Vintage salt and pepper shakers, dented metal ones, cheap plastic dime store pieces, ceramic sets lacking the smoothness of quality, milky glass meant to be clear, cut crystal with a melodious chime, and every shape and size shaker set filled the cardboard board boxes lined the screened in porch and waited for me to take them home. There were parrots with red tails, blue Dutch children carrying buckets of water, covered wagons hand carved out of greasy wood, pink plastic hippos in net tutu’s, a crystal fiftieth anniversary set from Hallmark, a set of miniature black metal telephones, ceramic Model T’s, furry elk with salt grit stuck in their fake coats, accompanied salt and pepper shakers from every corner of the world, walk of life, career, and vacation spot.
I carefully helped my grandmother load the boxes in the trunk and backseat of her green Pontiac placing them just as Maxine was ordering from the curb as not to create even a slight fracture or scrape.

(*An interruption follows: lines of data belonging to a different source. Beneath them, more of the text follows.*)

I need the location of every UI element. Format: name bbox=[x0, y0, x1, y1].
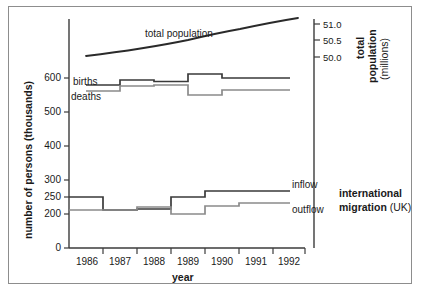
left-tick-600: 600 bbox=[35, 73, 61, 83]
annotation-migration-line1: international bbox=[339, 188, 402, 199]
bottom-axis-ticks bbox=[103, 248, 305, 254]
annotation-outflow: outflow bbox=[292, 205, 324, 215]
right-axis-ticks bbox=[314, 24, 320, 57]
right-tick-51-0: 51.0 bbox=[323, 20, 342, 30]
migration-word: migration bbox=[339, 201, 387, 213]
x-tick-1988: 1988 bbox=[139, 257, 169, 267]
left-tick-400: 400 bbox=[35, 141, 61, 151]
left-tick-250: 250 bbox=[35, 192, 61, 202]
annotation-deaths: deaths bbox=[71, 92, 101, 102]
annotation-inflow: inflow bbox=[292, 180, 318, 190]
chart-plot-area bbox=[9, 7, 413, 285]
series-inflow bbox=[69, 191, 290, 210]
x-tick-1990: 1990 bbox=[207, 257, 237, 267]
right-axis-title-line3: (millions) bbox=[379, 38, 390, 80]
x-tick-1991: 1991 bbox=[241, 257, 271, 267]
annotation-migration-line2: migration (UK) bbox=[339, 202, 411, 213]
x-tick-1992: 1992 bbox=[274, 257, 304, 267]
right-axis-title-line1: total bbox=[355, 37, 366, 59]
right-tick-50-0: 50.0 bbox=[323, 53, 342, 63]
left-tick-0: 0 bbox=[35, 243, 61, 253]
right-axis-title-line2: population bbox=[367, 29, 378, 83]
left-tick-500: 500 bbox=[35, 107, 61, 117]
left-axis-ticks bbox=[64, 78, 69, 248]
right-tick-50-5: 50.5 bbox=[323, 36, 342, 46]
left-axis-title: number of persons (thousands) bbox=[23, 81, 34, 239]
chart-figure: 600 500 400 300 250 200 0 number of pers… bbox=[8, 6, 412, 284]
annotation-total-population: total population bbox=[145, 29, 213, 39]
x-tick-1986: 1986 bbox=[72, 257, 102, 267]
x-axis-title: year bbox=[172, 272, 194, 283]
migration-country: (UK) bbox=[387, 201, 412, 213]
x-tick-1989: 1989 bbox=[173, 257, 203, 267]
series-deaths bbox=[86, 85, 290, 95]
series-births bbox=[86, 74, 290, 85]
x-tick-1987: 1987 bbox=[105, 257, 135, 267]
left-tick-300: 300 bbox=[35, 175, 61, 185]
left-tick-200: 200 bbox=[35, 209, 61, 219]
annotation-births: births bbox=[73, 77, 97, 87]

The boxes sprinkled stale salt and pepper onto my pink corduroy skirt ending up in tiny ant hills on the brown vinyl seats of my grandmother’s car. Reflective as we drove home, hardly listening to my grandmother’s speech on respect and appreciation, salt and pepper shakers took on meaning that day. I was touched by Maxine’s graciousness in trusting me to honor her memories and continue her tradition in collecting the tiny deliverers of flavor. I was only nine, but I realized how important keeping the past alive in the grains of salt and pepper were to Maxine and I speculated that her family was not interested in her silly collection. I never valued the shakers like Maxine did, but I kept them for several years, together in boxes, as if they were displaced orphans comforting each other with closeness in the boxes.
Maxine finally passed away years later and her collection was split up and sold at yard sales or broken by careless young hands as I grew up and we relocated to different houses, with the exception of the original tea pot shaped shakers sitting proudly in my antique china cabinet in the sunny dining room. My duty is simplistic, but the honor is great. Thirty years later I think of Maxine every time I set the table or embellish my meal with the white grit of salt or see the bold black pearls of pepper against the lemony yellow of deviled eggs.